\!DOCTYPE html>
The definitive guide to Siargao's finest tables — ranked for every occasion, from first dates to deal-closing dinners.
Every table ranked, verdicts written, occasions assigned. Use the occasion filter above to narrow by your dining purpose.
$ under $40 · $$ $40–$80 · $$$ $80–$150 · $$$$ $150+ per person
Siargao is the Philippines' surfing capital — a teardrop-shaped island in the Philippine Sea that caught its first international wave riders in the 1990s and has spent thirty years building a hospitality culture around the specific values of the surf world: fresh, local, unpretentious, and deeply connected to the sea that defines daily life here. The Cloud 9 break, one of the great reef tubes in Asia, is the island's most famous export. The dining culture is its best-kept secret.
The kitchen here is built on the sea. Kinilaw — the Filipino version of ceviche, made with the freshest catch and acid-cured with coconut vinegar and calamansi — is the emblematic dish: alive, bright, indigenous, impossible to fake with anything less than same-day fish.

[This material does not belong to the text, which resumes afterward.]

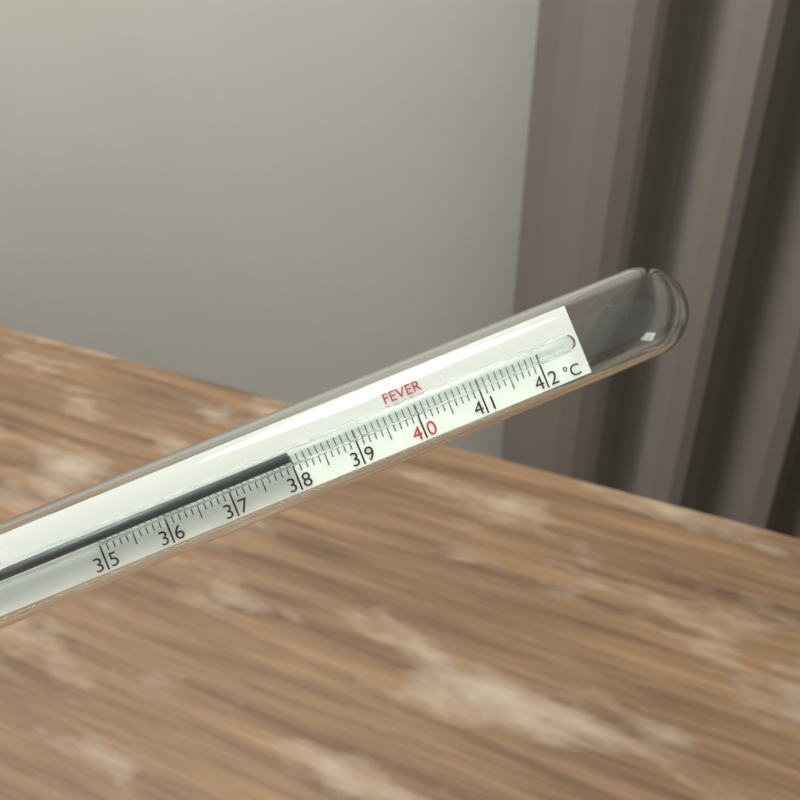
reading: 38.0 °C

The fishermen dock daily at the General Luna pier, and the best restaurants have standing agreements to take the finest specimens before anyone else can.
The island's international population — surfers, digital nomads, Italian restaurateurs, Spanish beach-bar operators — has layered its own culinary contributions onto the Filipino base. Kermit Siargao serves Napoli pizza and handmade pasta with the same sourcing discipline that the kinilaw restaurants apply to their fish. Bravo brings Spanish paella to a beachfront that would not be out of place in Valencia.
General Luna is the hub: the main town and beach where most restaurants concentrate. Most restaurants operate walk-in or simple phone bookings, but the best spots fill during surf season (September to November) and holiday weekends. Come with time. Eat slowly. The island rewards unhurried engagement.
Explore more: dining by occasion • all cities • dining guides
Reservations in Siargao follow standard etiquette. The fine-dining picks above book 2-4 weeks ahead for weekend evenings; mid-tier neighbourhood restaurants accept 1-2 weeks; casual options often allow walk-ins if you arrive at 7pm or earlier. The peak season for Siargao dining mirrors the city's broader tourism rhythm — weekends and high-season holidays are tighter than mid-week and off-peak. Booking through the restaurant directly is faster than third-party platforms for the venues that maintain their own reservations.
Tipping in Siargao follows the local custom: 10-15% on the pre-tax total is standard, with 18-20% reserved for genuinely exceptional service. Many fine-dining venues now include a service charge automatically — check the bill before adding more. Card payment is universally accepted at the venues above; cash is welcomed but rarely required.
Siargao's dining scene operates year-round, but the best windows depend on your goals. Spring (March-May) and autumn (September-October) typically offer the best balance of weather, ingredient seasonality, and reservation availability. Summer brings tourist density at the harbour-side and central restaurants; the locals' favourite venues stay calmer in their own neighbourhoods. Winter is quieter but the heartier seasonal cooking — long-cooked meats, root vegetables, fortified wines — comes into its own.
The major calendar events to plan around: locally-relevant food festivals, a city restaurant week if Siargao runs one, and the international tourist holidays. The serious dining venues maintain their service quality across all seasons; the mid-tier options can dip during peak tourist periods when the staff is stretched thin.
Every dining city has a structural reason for its restaurant culture, and Siargao is no exception. The combination of local ingredient sourcing, the city's broader cultural orientation, the international cuisine integration, and the regulatory environment around food and beverage all shape what shows up on the plate. The restaurants we've ranked above are the ones that handle these structural elements with the most care — kitchens that know where their suppliers are, sommeliers who understand the regional wine context, and dining rooms calibrated to the city's actual pace rather than imported templates.
For visitors planning a single dining-driven trip to Siargao, our recommendation is to balance the splurge tier with the mid-tier neighbourhood discoveries that show what the city actually eats day-to-day. The casual options work for arrival nights, late-evening drinks, or the moments when the conversation matters more than the cuisine.